“Whenever you see a legend, you can be sure,If you go to the very bottom of things, that you will find history”Vallet de Viriville
Pope Joan is the name of a female pope (also La Papessa) who supposedly reigned for less than three years in the 850s, based on a legend that circulated in the Middle Ages. Pope Joan is regarded by most modern historians and religious scholars as fictitious, possibly originating as an anti-papal satire.
Born in Britain 818, studied philosophy in Athens, moved to Rome and entered the priesthood gained reputation as a brilliant scholar and won a university chair appointed a Cardinal by Pope Leo IV and upon his death in 853 was elected Pope. Pope John VIII
POPE JOAN ruled the Roman Catholic Church from 853 to 855. Pope Joan had a private chamberlain named “Florus”. One day, while “On Procession” down one of the streets of Rome, she gave birth prematurely to their son.
The citizens of Rome were so enraged at the deception – John was in reality Joan – that they tied their Pope to the tail of her horse and dragged her through the streets of Rome. They then stoned her and her infant son to death.
The next day a “monument” to the event, a pile of stones, was erected on the spot the Pope “dropped” her baby. The monument remained until the following Pope got tired of having to detour around “the embarrassment”.
The history of Pope John (Joan) has been acknowledged by over 150 church historians of the Middle Ages.To “cover” history Pope Leo’s death was moved back two years to 855 by the Vatican.
Ever since the death of Pope Joan all of the candidates for Pope have had to submit to an examination to insure the candidate is a man – not a eunuch, and not a WOMAN.
Pope Clement VIII, in the 17th Century, ordered all records of Pope Joan destroyed. He realized that if the Papal chain were broken it would destroy the myth that claims that the Papalhood descended from St. Peter to the current Pope in an unbroken line. If the line is broken the whole project is a sham!
In 1886 Greek author Emmanuel Royadis was excommunicated for writing his book “Pope Joanna”.
( 1998 research indicates that in all probability the “man” known in history as “The Englishman – John of Mainz” was indeed SHE )
In the year 1965 I, Donald F. Dutkowski, was walking the streets of Rome with a Doctor Arduini. We came upon the intersection where the “monument”, the pile of stones, once stood. This born in Rome, Roman Catholic, told me the story of Pope Joan. This FACTUAL EVENT lives on in the memory of the citizens of Rome.
"Variously known as the sedia stercoraria – which translates as the 'dung chair'– or rather more understandably, as the 'pierced chair', this then was the object used to test the sex of newly installed popes... Any candidate chosen by his peers to occupy the papal throne was required, before his election could be verified, to sit on this elaborate seat while a young cardinal took advantage of the design to touch his testicles." .
Original Caption: "An illustration that accompanied an account by the Swedish traveller Lawrence Banck, of the coronation in 1644 of Pope Innocent X. Innocent is seated in the sedia stercoraria and having his testicles felt by a young cardinal as a way of ensuring that he is a man." The man appears to be exclaiming in Latin, "The pontiff has them," much to the relief of everyone.
Medieval eyewitness accounts give no doubt that at one time, this chair and others like it were indeed an important part of the papal coronation ritual. But why should the cardinals be so concerned that they would go through the embarrassment of publicly probing their new boss to demonstrate that the pope is indeed a male? (It wasn't done quietly, either. If all was as expected, the examining cardinal was supposed to call out, "He has two balls, and they are well hung.") An odd tradition even for such a woman-hating church as that of Rome – unless, of course, they had good reason to worry. Unless, that it, there once was a pope who wasn't a member of the boys' club.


__WHAT THE EXERCISE ASKS__
Look through the records and copy each line with the string "this" in it.

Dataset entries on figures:
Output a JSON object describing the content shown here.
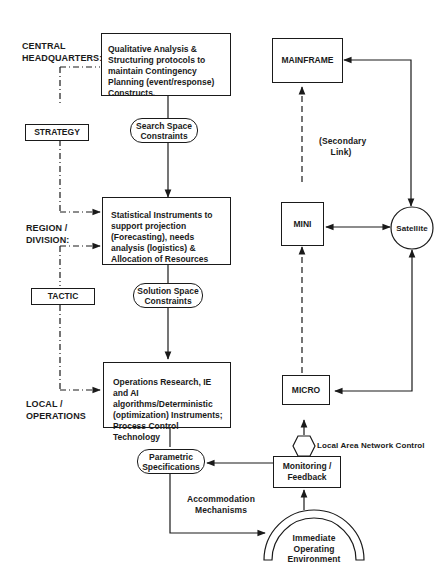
{
  "levels": {
    "central": "CENTRAL\nHEADQUARTERS:",
    "central_line1": "CENTRAL",
    "central_line2": "HEADQUARTERS:",
    "region_line1": "REGION /",
    "region_line2": "DIVISION:",
    "local_line1": "LOCAL /",
    "local_line2": "OPERATIONS"
  },
  "side_boxes": {
    "strategy": "STRATEGY",
    "tactic": "TACTIC"
  },
  "main_boxes": {
    "qualitative": "Qualitative Analysis & Structuring protocols to maintain Contingency Planning (event/response) Constructs.",
    "statistical": "Statistical Instruments to support projection (Forecasting), needs analysis (logistics) & Allocation of Resources",
    "operations": "Operations Research, IE and AI algorithms/Deterministic (optimization) Instruments; Process Control Technology"
  },
  "constraints": {
    "search_line1": "Search Space",
    "search_line2": "Constraints",
    "solution_line1": "Solution Space",
    "solution_line2": "Constraints",
    "parametric_line1": "Parametric",
    "parametric_line2": "Specifications"
  },
  "computers": {
    "mainframe": "MAINFRAME",
    "mini": "MINI",
    "micro": "MICRO",
    "satellite": "Satellite"
  },
  "labels": {
    "secondary_line1": "(Secondary",
    "secondary_line2": "Link)",
    "lan": "Local Area Network Control",
    "monitoring_line1": "Monitoring /",
    "monitoring_line2": "Feedback",
    "accommodation_line1": "Accommodation",
    "accommodation_line2": "Mechanisms",
    "environment_line1": "Immediate",
    "environment_line2": "Operating",
    "environment_line3": "Environment"
  }
}
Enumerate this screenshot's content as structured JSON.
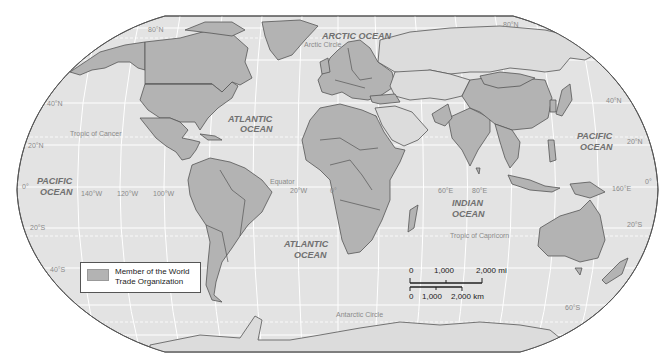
{
  "map": {
    "title": "World Trade Organization Members",
    "colors": {
      "ocean": "#e3e3e3",
      "member_land": "#b3b3b3",
      "nonmember_land": "#dcdcdc",
      "border": "#555555",
      "graticule": "#ffffff",
      "frame": "#555555"
    },
    "oceans": [
      {
        "id": "arctic",
        "line1": "ARCTIC OCEAN",
        "line2": ""
      },
      {
        "id": "atlantic-north",
        "line1": "ATLANTIC",
        "line2": "OCEAN"
      },
      {
        "id": "atlantic-south",
        "line1": "ATLANTIC",
        "line2": "OCEAN"
      },
      {
        "id": "pacific-west",
        "line1": "PACIFIC",
        "line2": "OCEAN"
      },
      {
        "id": "pacific-east",
        "line1": "PACIFIC",
        "line2": "OCEAN"
      },
      {
        "id": "indian",
        "line1": "INDIAN",
        "line2": "OCEAN"
      }
    ],
    "special_lines": {
      "arctic_circle": "Arctic Circle",
      "tropic_cancer": "Tropic of Cancer",
      "equator": "Equator",
      "tropic_capricorn": "Tropic of Capricorn",
      "antarctic_circle": "Antarctic Circle"
    },
    "latitude_labels": {
      "n80_left": "80°N",
      "n80_right": "80°N",
      "n40_left": "40°N",
      "n40_right": "40°N",
      "n20_left": "20°N",
      "n20_right": "20°N",
      "eq_left": "0°",
      "eq_right": "0°",
      "s20_left": "20°S",
      "s20_right": "20°S",
      "s40_left": "40°S",
      "s60_right": "60°S"
    },
    "longitude_labels": {
      "w140": "140°W",
      "w120": "120°W",
      "w100": "100°W",
      "w20": "20°W",
      "zero": "0°",
      "e60": "60°E",
      "e80": "80°E",
      "e160": "160°E"
    },
    "legend": {
      "line1": "Member of  the World",
      "line2": "Trade Organization"
    },
    "scale_bar": {
      "mi_0": "0",
      "mi_1000": "1,000",
      "mi_2000": "2,000 mi",
      "km_0": "0",
      "km_1000": "1,000",
      "km_2000": "2,000 km"
    }
  }
}
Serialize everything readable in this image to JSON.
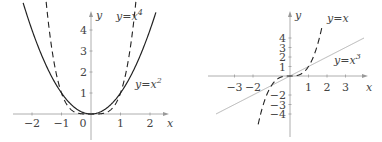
{
  "chart_data": [
    {
      "type": "line",
      "title": "",
      "xlabel": "x",
      "ylabel": "y",
      "xlim": [
        -2.6,
        2.6
      ],
      "ylim": [
        -0.3,
        4.6
      ],
      "x_ticks": [
        "-2",
        "-1",
        "0",
        "1",
        "2"
      ],
      "y_ticks": [
        "1",
        "2",
        "3",
        "4"
      ],
      "grid": false,
      "series": [
        {
          "name": "y=x^2",
          "label": "y=x",
          "label_sup": "2",
          "style": "solid",
          "function": "x^2"
        },
        {
          "name": "y=x^4",
          "label": "y=x",
          "label_sup": "4",
          "style": "dashed",
          "function": "x^4"
        }
      ]
    },
    {
      "type": "line",
      "title": "",
      "xlabel": "x",
      "ylabel": "y",
      "xlim": [
        -3.9,
        3.9
      ],
      "ylim": [
        -5,
        5.2
      ],
      "x_ticks": [
        "-3",
        "-2",
        "1",
        "2",
        "3"
      ],
      "y_ticks": [
        "4",
        "3",
        "2",
        "1",
        "-2",
        "-3",
        "-4"
      ],
      "grid": false,
      "series": [
        {
          "name": "y=x^3",
          "label": "y=x",
          "label_sup": "3",
          "style": "dashed",
          "function": "x^3"
        },
        {
          "name": "y=x",
          "label": "y=x",
          "label_sup": "",
          "style": "solid-light",
          "function": "x"
        }
      ]
    }
  ]
}
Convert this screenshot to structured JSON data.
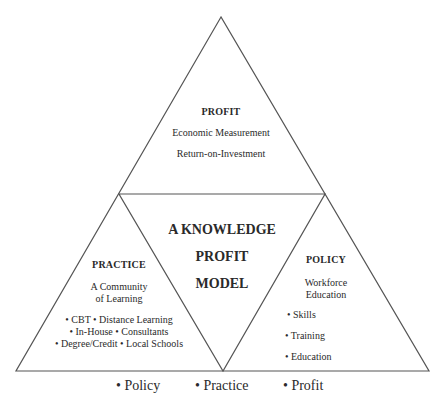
{
  "diagram": {
    "title_lines": [
      "A KNOWLEDGE",
      "PROFIT",
      "MODEL"
    ],
    "top": {
      "heading": "PROFIT",
      "lines": [
        "Economic Measurement",
        "Return-on-Investment"
      ]
    },
    "left": {
      "heading": "PRACTICE",
      "subtitle_lines": [
        "A Community",
        "of Learning"
      ],
      "bullet_lines": [
        "• CBT • Distance Learning",
        "• In-House • Consultants",
        "• Degree/Credit • Local Schools"
      ]
    },
    "right": {
      "heading": "POLICY",
      "subtitle_lines": [
        "Workforce",
        "Education"
      ],
      "bullets": [
        "• Skills",
        "• Training",
        "• Education"
      ]
    },
    "footer": [
      "•  Policy",
      "•  Practice",
      "•  Profit"
    ],
    "line_color": "#555555"
  }
}
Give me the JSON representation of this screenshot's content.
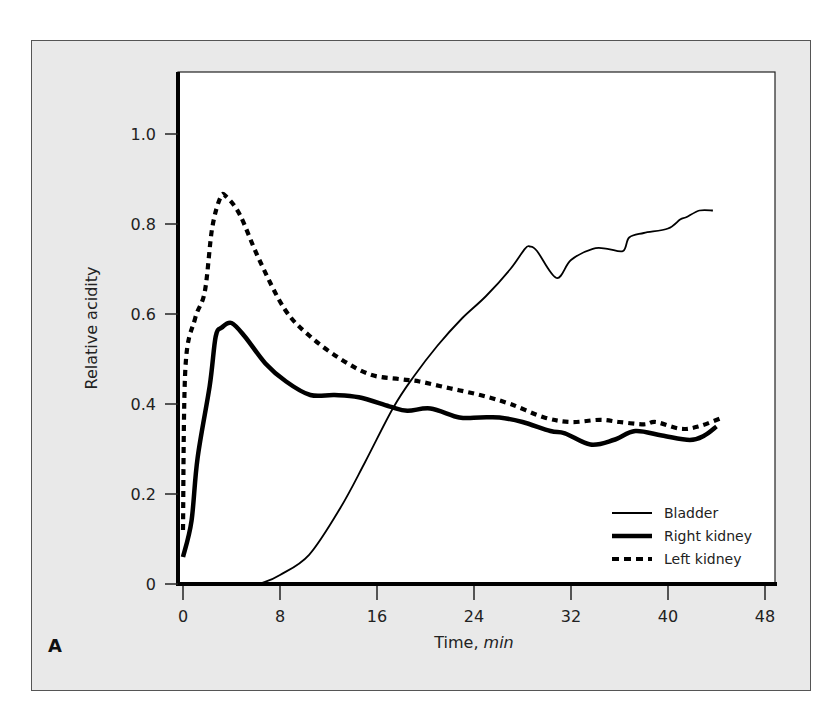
{
  "panel_label": "A",
  "chart_data": {
    "type": "line",
    "title": "",
    "xlabel": "Time,",
    "xlabel_unit": "min",
    "ylabel": "Relative acidity",
    "xlim": [
      -0.5,
      49
    ],
    "ylim": [
      0,
      1.1
    ],
    "xticks": [
      0,
      8,
      16,
      24,
      32,
      40,
      48
    ],
    "yticks": [
      0,
      0.2,
      0.4,
      0.6,
      0.8,
      1.0
    ],
    "ytick_labels": [
      "0",
      "0.2",
      "0.4",
      "0.6",
      "0.8",
      "1.0"
    ],
    "grid": false,
    "legend_position": "lower right",
    "series": [
      {
        "name": "Bladder",
        "style": "thin-solid",
        "x": [
          0,
          3,
          6,
          6.7,
          8,
          10.4,
          13,
          15,
          17.3,
          19,
          21,
          23,
          25,
          27,
          28.2,
          28.6,
          29.2,
          30.8,
          32,
          33.8,
          35,
          36.3,
          36.8,
          38,
          40,
          41,
          41.5,
          42.6,
          43.7
        ],
        "values": [
          0,
          0,
          0.002,
          0.004,
          0.02,
          0.065,
          0.17,
          0.27,
          0.39,
          0.46,
          0.53,
          0.59,
          0.64,
          0.7,
          0.745,
          0.75,
          0.74,
          0.68,
          0.72,
          0.745,
          0.745,
          0.74,
          0.77,
          0.78,
          0.79,
          0.81,
          0.815,
          0.83,
          0.83
        ]
      },
      {
        "name": "Right kidney",
        "style": "thick-solid",
        "x": [
          0,
          0.7,
          1.2,
          2.2,
          2.7,
          3.2,
          4,
          5.1,
          6.8,
          8.5,
          10.5,
          12.5,
          14.5,
          17,
          18.5,
          20.4,
          22.8,
          24.5,
          26.1,
          28,
          30.3,
          31.5,
          33.6,
          35.5,
          37.3,
          39.5,
          41.8,
          43,
          44
        ],
        "values": [
          0.06,
          0.14,
          0.28,
          0.44,
          0.55,
          0.57,
          0.58,
          0.55,
          0.49,
          0.45,
          0.42,
          0.42,
          0.415,
          0.395,
          0.385,
          0.39,
          0.37,
          0.37,
          0.37,
          0.36,
          0.34,
          0.335,
          0.31,
          0.32,
          0.34,
          0.33,
          0.32,
          0.33,
          0.35
        ]
      },
      {
        "name": "Left kidney",
        "style": "thick-dashed",
        "x": [
          0,
          0.2,
          1,
          1.8,
          2.4,
          3.1,
          3.6,
          4.7,
          6.3,
          8.4,
          10.5,
          13,
          15.5,
          18,
          19.5,
          22,
          24.5,
          27,
          29.8,
          32,
          34.4,
          36,
          38,
          39,
          41,
          42.5,
          44.5
        ],
        "values": [
          0.12,
          0.48,
          0.59,
          0.65,
          0.79,
          0.86,
          0.86,
          0.82,
          0.72,
          0.61,
          0.55,
          0.5,
          0.465,
          0.455,
          0.45,
          0.435,
          0.42,
          0.4,
          0.37,
          0.36,
          0.365,
          0.36,
          0.355,
          0.36,
          0.345,
          0.35,
          0.37
        ]
      }
    ]
  }
}
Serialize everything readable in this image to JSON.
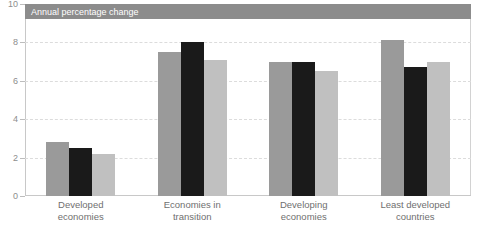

__ANSWER BELOW__
Enumerate this screenshot's content as structured JSON.
Serialize everything readable in this image to JSON.
Convert this screenshot to structured JSON data.
Give me the JSON representation of this screenshot's content.
Serialize everything readable in this image to JSON.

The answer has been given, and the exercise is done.